For Tween Boys, Masculinity In A Spray Can [NYTimes]

6 comments:

Anonymous said...

ha!

C-47 said...

Ugh... and does anyone remember the first couple times perfume/cologne was attempted? And you way over compensated its application and effectively became an ambulatory bathroom freshener? A cloud of Polo One vapor with a voice somewhere in the middle...

C-47 said...

side note. This topic was the subject of a conversation with my girlfriend, who's a fair bit younger then me, last week. And she had no idea what Drakkar Noir was, whereas I had no clue what Axe Body spray smelled like. Getting older and antiquated is awesome... wait, no.

Anonymous said...

Most of the grown men I know have jumped on the Axe deodorant train (although thankfully the stick, not spray).
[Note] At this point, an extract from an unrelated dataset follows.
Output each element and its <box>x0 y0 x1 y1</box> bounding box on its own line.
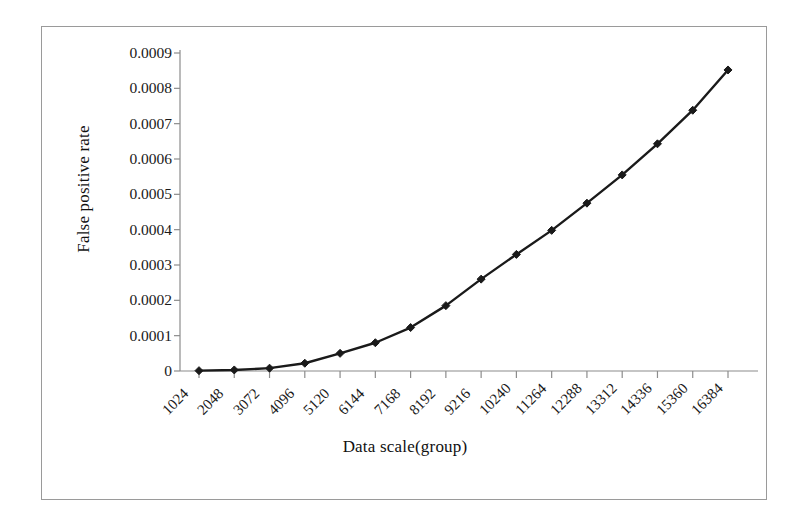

The first boy I kissed smelled like (probably too much) Drakkar Noir. May the tween girls of today have similarly overpowering memories.

Lindsay said...

I used to wear Cool Water when I was in 9th grade... FOR MEN! I was such a badass... ;-D

Viagra Online said...

I think every teenager has experimented about how to use thing that adults use and there's many histories about it I'm heard that years ago people used to use lemon as a deodorant.